Cattle supply shifts north as cow price lifts

Market Morsel
Australia’s cattle market pivoted northward during June 2025 as the final month of the financial year brought a realignment in both supply and processing dynamics when compared with May.
Fresh statistics show that cattle yardings index score in New South Wales slipped from 89% in May to 77% in June, while Victoria’s tally fell from 91% to 81% and South Australia plunged from 77% to just 44%. This southern easing contrasted with a seven-percentage-point rise in Queensland, where yardings lifted to 74%, reflecting the delayed release of cattle that northern producers had been holding back. Tasmania managed only a marginal two-percentage point decline, signalling relatively steady supplies, yet Western Australia again underscored its chronic capacity issues as yardings halved from 40% to a paltry 17%.
The yarding swings naturally flowed into processing volumes. Queensland’s works accelerated, pushing plant utilisation from 85% in May to an impressive 96% in June, effectively pressing against the state’s post-pandemic labour ceiling. South Australian processors nudged one point higher to 90% and, although modest, that gain was sufficient to keep them active buyers of cows and finished steers out of Central Australia and parts of western Queensland.
The larger story, however, lay in performance south of the Murray. Victoria’s utilisation slid from 97% to 84% percent as several major plants used the King’s Birthday week to undertake annual maintenance shutdowns. New South Wales followed suit, dropping to 73%, a fifteen-percentage point retreat from May. Tasmania also drifted ten points lower to 71%, while Western Australia dipped a further two points to 21%, leaving the west increasingly dependent on live export pathways that have struggled for consistency since late 2024.
These shifts in physical throughput are filtering into price behaviour. Heavy steers, which had rallied strongly through April and May, have begun to soften under the twin pressures of abundant grain-fed turn-off in Queensland and more careful processor bids. The MLA Heavy Steer Indicator finished June at 347 cents a kilogram liveweight, a 3 cent correction across the month, yet still 47 cents higher than the corresponding point last year.
In contrast, processor cow values continue their own quiet bull run. The indicator for cows rose a further 11 cents over the four weeks to hit 293 cents, extending a rally that has added more than 73 cents in the past twelve months. The divergence captures the current fundamentals with global demand for lean grinding beef, especially from the United States where domestic cow numbers remain tight, is underpinning returns for manufacturing beef, while market appetite for higher-value chilled cuts is constrained by slower consumer spending in parts of Asia and Europe.
Such price spreads, coupled with the feed and freight economics of winter, are reshaping interstate cattle flows. Competitive bids from Victorian, South Australian and southern New South Wales processors for northern cull females had already been evident in May. In June they persisted, though the southern volumes thinned. Simultaneously, Queensland processors are drawing more heavily on their own backyard, turning to grain-fed bullocks to fill kill sheets and easing the pressure on grass-fed steer grids.
The shifting female slaughter ratio underscores the regional contrasts. Queensland, remains below liquidation territory signalling that many northern producers are at least maintaining breeder numbers. Victoria, by contrast, continues to liquidate at pace with sustained elevated female cattle slaughter ratios noted during the first quarter of the season. These figures imply that breeding herds in the south will enter spring with a smaller base, potentially tightening local availability of replacement heifers and first-calving cows in 2026 if pasture conditions recover.
While the June utilisation lift has helped the industry climb to its highest weekly kills in several years, the processing ceiling of around 160,000 head per week remains immovable until more plant labour is secured or additional shifts are added. Plants running near capacity must juggle rising livestock costs at a time when average beef export prices have mostly trekked sideways. Processors have limited latitude to pass those higher costs down the chain, with domestic retail beef prices almost unchanged over the same period. The result was a margin squeeze into April, which was especially acute for operators relying on heavy steer throughput.
Looking into July, southern processors will hope to reopen at higher speeds, yet lingering winter feed gaps may keep cow weights light and prompt another round of paddock acquisitions from farther north. Processor cows continue to enjoy a more bullish backdrop with US lean beef demand, firm tallow values and shrinking South American quota availability each hint at steady offshore demand for Australian 90CL product through to the third quarter of this year.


### Activity
Sort through the entries below and pull out lines containing the word "title".

(Records provided begins)

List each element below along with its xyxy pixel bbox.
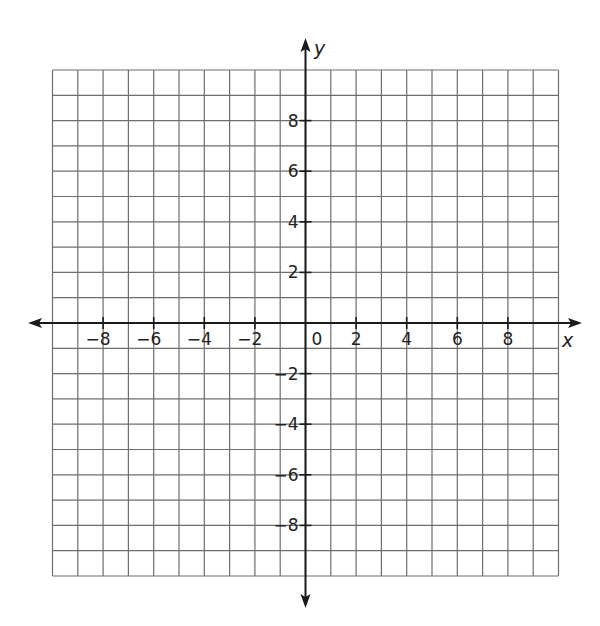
x-tick-label: 8: [502, 329, 513, 349]
y-tick-label: 8: [288, 111, 299, 131]
y-tick-label: 6: [288, 161, 299, 181]
axes: [28, 38, 582, 608]
y-tick-label: −8: [273, 515, 298, 535]
y-tick-label: −6: [273, 465, 298, 485]
x-tick-label: 2: [351, 329, 362, 349]
x-tick-label: 6: [452, 329, 463, 349]
x-axis-label: x: [561, 329, 574, 351]
x-tick-label: −6: [136, 329, 161, 349]
y-axis-label: y: [313, 37, 326, 59]
y-tick-label: −2: [273, 364, 298, 384]
x-tick-label: −2: [237, 329, 262, 349]
y-tick-label: 4: [288, 212, 299, 232]
x-tick-label: −8: [86, 329, 111, 349]
x-tick-label: −4: [187, 329, 212, 349]
coordinate-plane: −8−6−4−224688642−2−4−6−8 0 x y: [0, 0, 600, 626]
origin-label: 0: [312, 329, 323, 349]
y-tick-label: −4: [273, 414, 298, 434]
y-tick-label: 2: [288, 262, 299, 282]
x-tick-label: 4: [401, 329, 412, 349]
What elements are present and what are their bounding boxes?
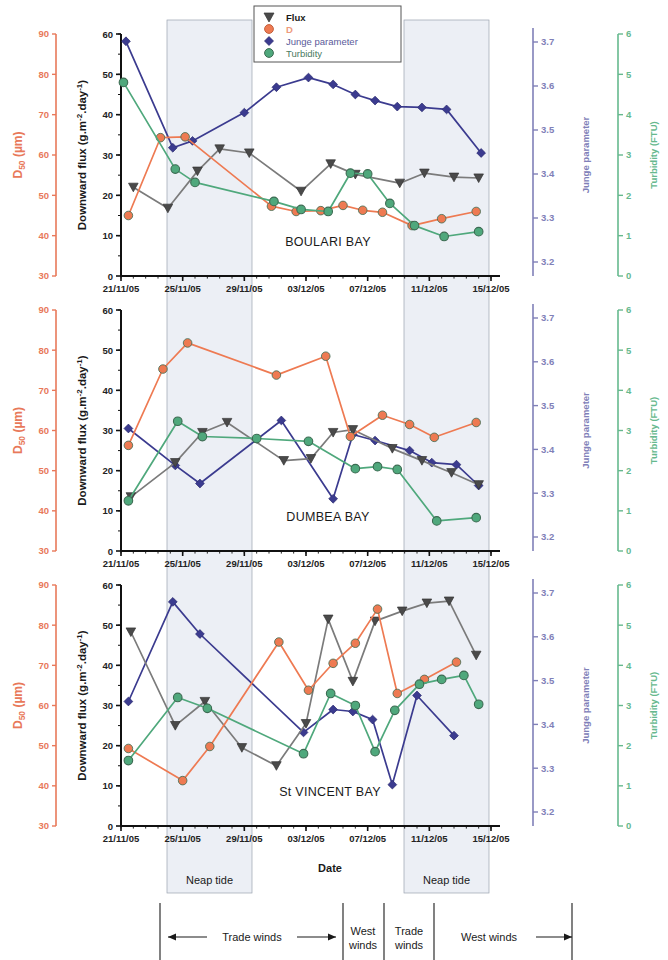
figure-root: 90807060504030D50 (µm)6050403020100Downw… (0, 0, 668, 960)
data-point (324, 207, 333, 216)
d50-tick-label: 30 (38, 820, 49, 831)
x-tick-label: 15/12/05 (473, 283, 511, 294)
data-point (304, 686, 313, 695)
data-point (472, 207, 481, 216)
d50-tick-label: 60 (38, 149, 49, 160)
turbidity-tick-label: 4 (626, 660, 632, 671)
wind-segment-label-cont: winds (348, 939, 378, 951)
turbidity-tick-label: 0 (626, 545, 631, 556)
junge-tick-label: 3.7 (541, 312, 554, 323)
x-axis-title: Date (318, 862, 342, 874)
junge-tick-label: 3.2 (541, 256, 554, 267)
d50-tick-label: 50 (38, 465, 49, 476)
data-point (329, 659, 338, 668)
junge-tick-label: 3.3 (541, 488, 554, 499)
junge-tick-label: 3.3 (541, 212, 554, 223)
data-point (346, 169, 355, 178)
data-point (159, 365, 168, 374)
data-point (124, 744, 133, 753)
x-tick-label: 15/12/05 (473, 833, 511, 844)
flux-tick-label: 10 (102, 505, 113, 516)
data-point (323, 615, 333, 624)
turbidity-tick-label: 1 (626, 230, 632, 241)
junge-tick-label: 3.6 (541, 631, 554, 642)
junge-tick-label: 3.5 (541, 675, 555, 686)
x-tick-label: 29/11/05 (226, 558, 263, 569)
panel-title: DUMBEA BAY (286, 510, 370, 524)
arrow-head-right-icon (328, 934, 336, 941)
junge-axis-title: Junge parameter (580, 392, 591, 469)
x-tick-label: 25/11/05 (164, 558, 201, 569)
legend-label: Flux (286, 12, 306, 23)
d50-tick-label: 50 (38, 190, 49, 201)
turbidity-tick-label: 2 (626, 740, 631, 751)
panel-title: BOULARI BAY (285, 235, 371, 249)
flux-tick-label: 20 (102, 465, 113, 476)
d50-tick-label: 70 (38, 385, 49, 396)
data-point (122, 37, 131, 46)
data-point (368, 715, 377, 724)
data-point (391, 706, 400, 715)
data-point (393, 689, 402, 698)
flux-tick-label: 60 (102, 29, 113, 40)
junge-tick-label: 3.7 (541, 587, 554, 598)
data-point (430, 433, 439, 442)
data-point (183, 339, 192, 348)
data-point (181, 133, 190, 142)
flux-tick-label: 50 (102, 69, 113, 80)
x-tick-label: 21/11/05 (103, 833, 140, 844)
wind-segment-label: Trade winds (222, 931, 282, 943)
x-tick-label: 11/12/05 (411, 283, 448, 294)
turbidity-tick-label: 5 (626, 345, 632, 356)
data-point (346, 432, 355, 441)
flux-tick-label: 30 (102, 425, 113, 436)
data-point (371, 747, 380, 756)
data-point (206, 742, 215, 751)
turbidity-tick-label: 6 (626, 304, 631, 315)
data-point (339, 201, 348, 210)
flux-tick-label: 50 (102, 345, 113, 356)
junge-tick-label: 3.2 (541, 806, 554, 817)
data-point (351, 90, 360, 99)
data-point (386, 199, 395, 208)
turbidity-tick-label: 3 (626, 700, 631, 711)
junge-axis-title: Junge parameter (580, 667, 591, 744)
data-point (395, 179, 405, 188)
legend-circle-icon (265, 25, 274, 34)
turbidity-axis-title: Turbidity (FTU) (648, 397, 659, 464)
flux-tick-label: 50 (102, 620, 113, 631)
x-tick-label: 25/11/05 (164, 833, 201, 844)
d50-tick-label: 70 (38, 109, 49, 120)
data-point (275, 638, 284, 647)
data-point (474, 227, 483, 236)
data-point (126, 628, 136, 637)
d50-axis-title: D50 (µm) (11, 682, 27, 729)
flux-tick-label: 10 (102, 780, 113, 791)
data-point (373, 605, 382, 614)
d50-tick-label: 50 (38, 740, 49, 751)
data-point (129, 183, 139, 192)
data-point (124, 496, 133, 505)
data-point (388, 444, 398, 453)
d50-tick-label: 70 (38, 660, 49, 671)
data-point (437, 675, 446, 684)
neap-tide-label: Neap tide (186, 874, 233, 886)
data-point (198, 432, 207, 441)
data-point (171, 165, 180, 174)
turbidity-tick-label: 4 (626, 385, 632, 396)
d50-tick-label: 90 (38, 304, 49, 315)
legend-label: D (286, 24, 293, 35)
flux-tick-label: 0 (108, 271, 113, 282)
multi-panel-chart: 90807060504030D50 (µm)6050403020100Downw… (0, 0, 668, 960)
x-tick-label: 11/12/05 (411, 833, 448, 844)
turbidity-axis-title: Turbidity (FTU) (648, 121, 659, 188)
legend-circle-icon (265, 49, 274, 58)
x-tick-label: 11/12/05 (411, 558, 448, 569)
junge-tick-label: 3.4 (541, 444, 555, 455)
data-point (252, 434, 261, 443)
junge-tick-label: 3.7 (541, 36, 554, 47)
turbidity-tick-label: 6 (626, 28, 631, 39)
legend-box (254, 6, 401, 62)
data-point (270, 197, 279, 206)
turbidity-tick-label: 4 (626, 109, 632, 120)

(Records provided ends)

### Finished task
x-axis-title: Date (318, 862, 342, 874)
panel-title: DUMBEA BAY (286, 510, 370, 524)
junge-axis-title: Junge parameter (580, 392, 591, 469)
panel-title: BOULARI BAY (285, 235, 371, 249)
junge-axis-title: Junge parameter (580, 667, 591, 744)
turbidity-axis-title: Turbidity (FTU) (648, 397, 659, 464)
d50-axis-title: D50 (µm) (11, 682, 27, 729)
turbidity-axis-title: Turbidity (FTU) (648, 121, 659, 188)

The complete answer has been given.